*Exercise objective*. Set down each line from the line holding "The image size" to the last line of the entries below, exactly, with both ends included and without pictures.

*Material for this exercise*.
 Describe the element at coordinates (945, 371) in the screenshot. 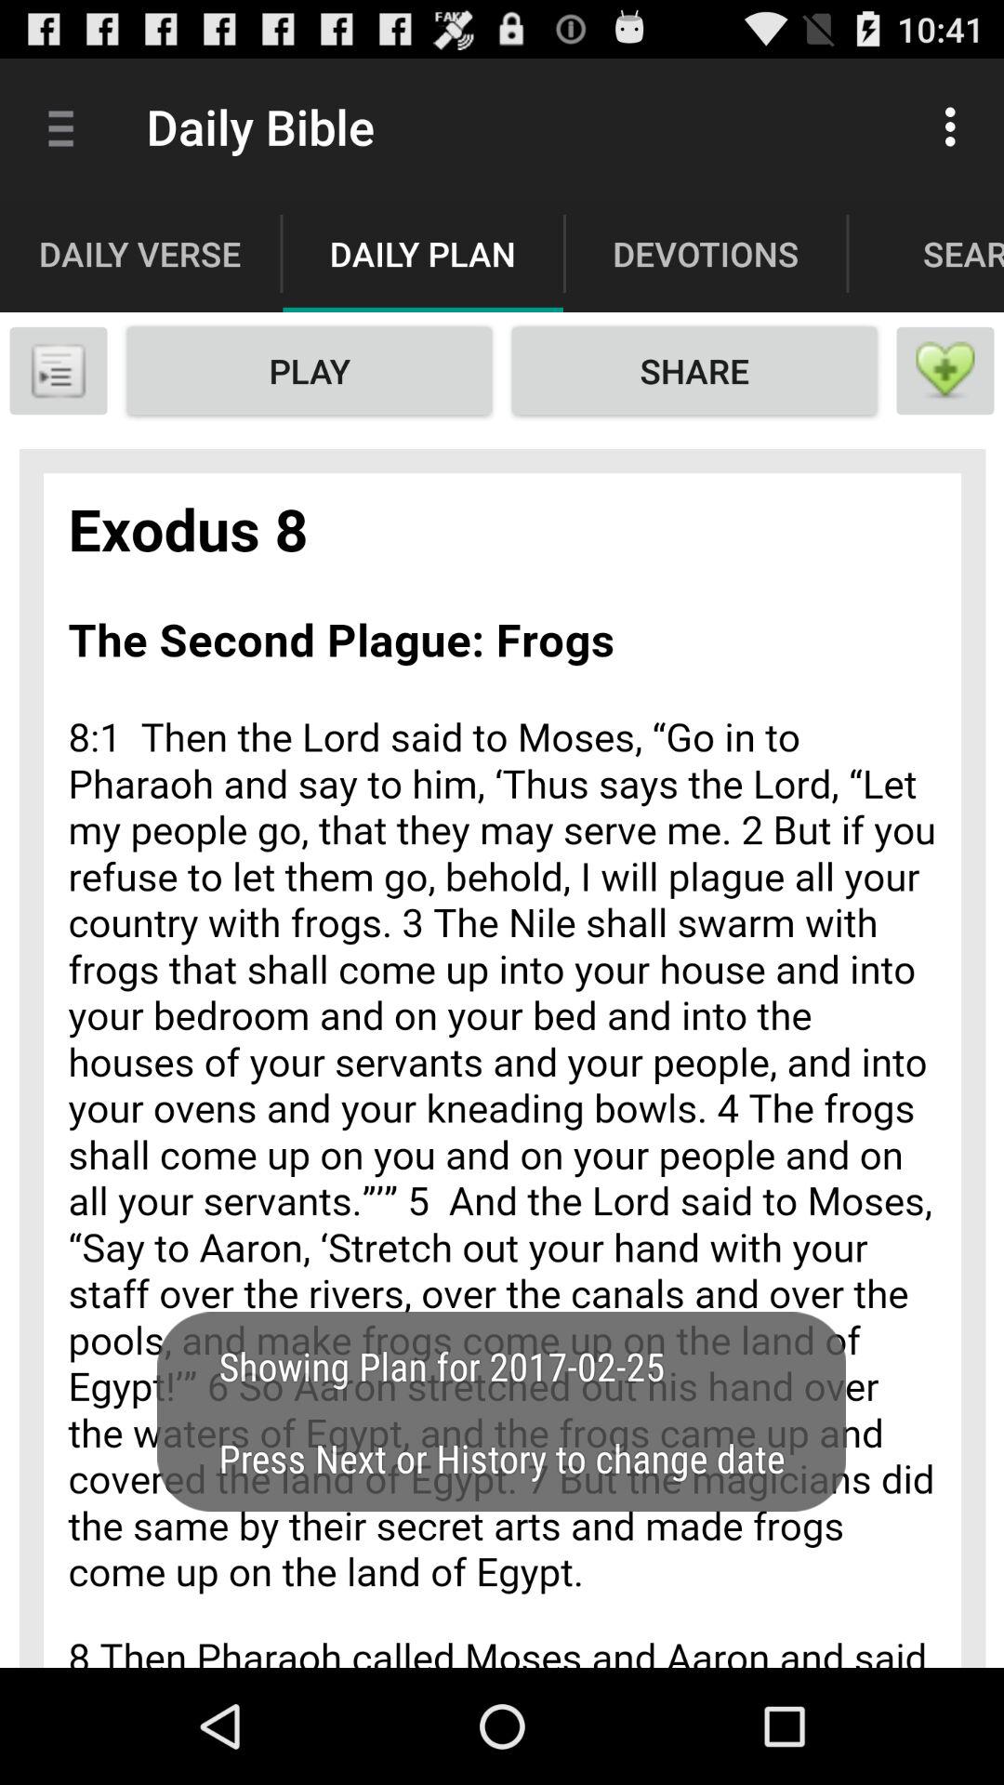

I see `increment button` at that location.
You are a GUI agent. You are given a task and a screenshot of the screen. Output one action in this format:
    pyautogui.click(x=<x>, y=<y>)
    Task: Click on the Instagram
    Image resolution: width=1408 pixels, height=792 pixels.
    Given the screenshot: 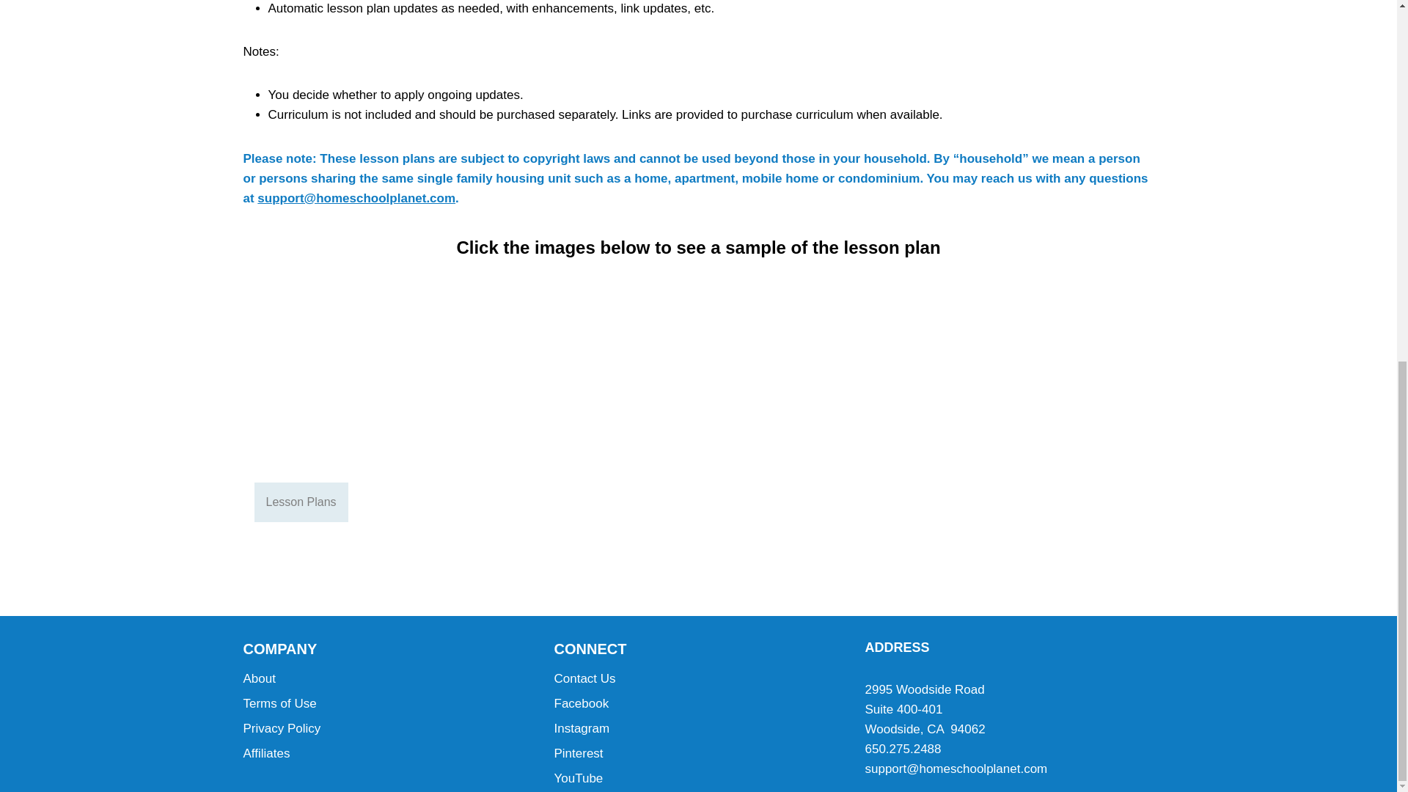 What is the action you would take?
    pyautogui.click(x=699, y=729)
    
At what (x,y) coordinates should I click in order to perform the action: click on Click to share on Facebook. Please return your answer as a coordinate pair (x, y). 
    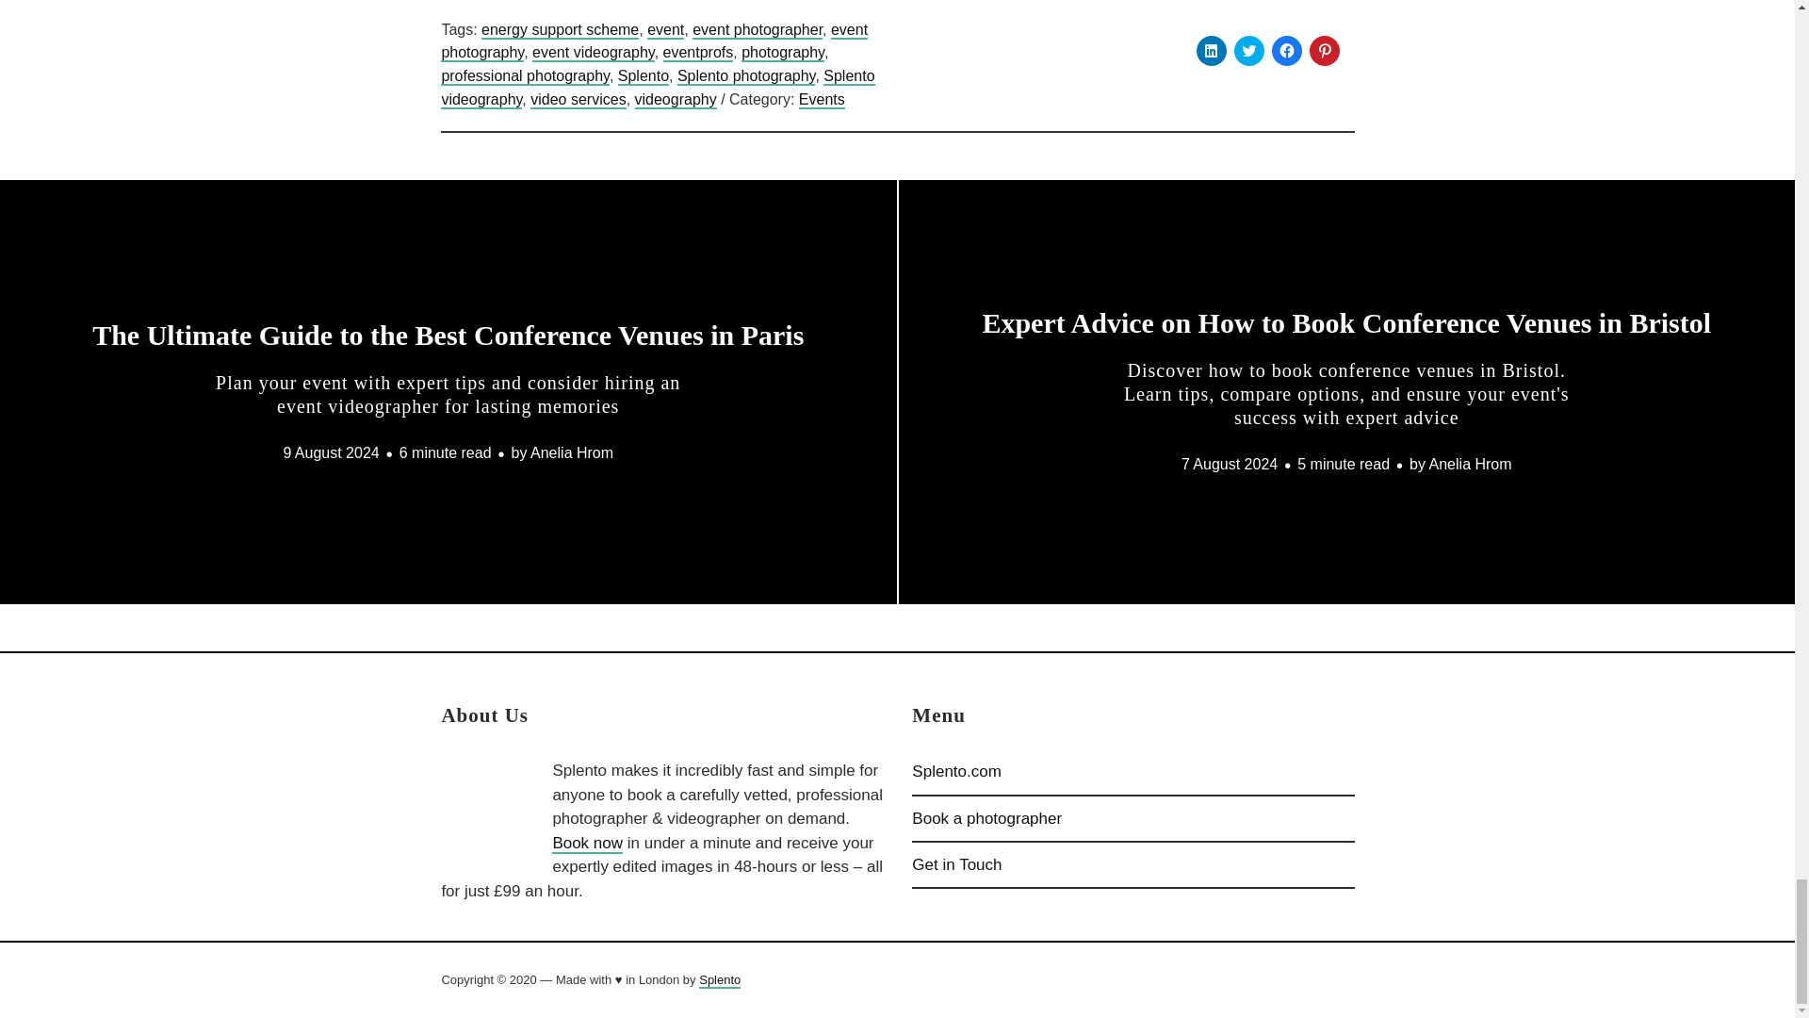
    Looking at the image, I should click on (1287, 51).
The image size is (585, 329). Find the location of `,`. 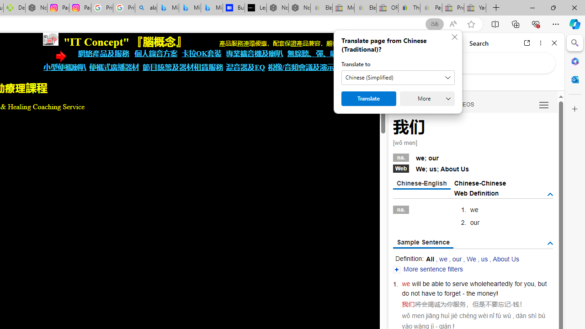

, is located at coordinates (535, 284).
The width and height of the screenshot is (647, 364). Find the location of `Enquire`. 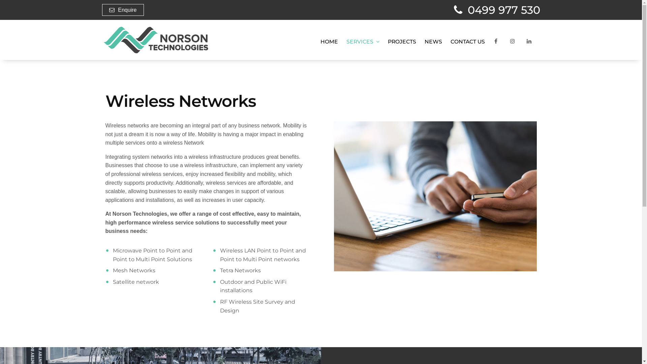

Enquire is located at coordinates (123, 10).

*Written solution*.
The image size is (585, 329). Find the location of `,`. 

, is located at coordinates (535, 284).
The width and height of the screenshot is (647, 364). Find the location of `Enquire`. 

Enquire is located at coordinates (123, 10).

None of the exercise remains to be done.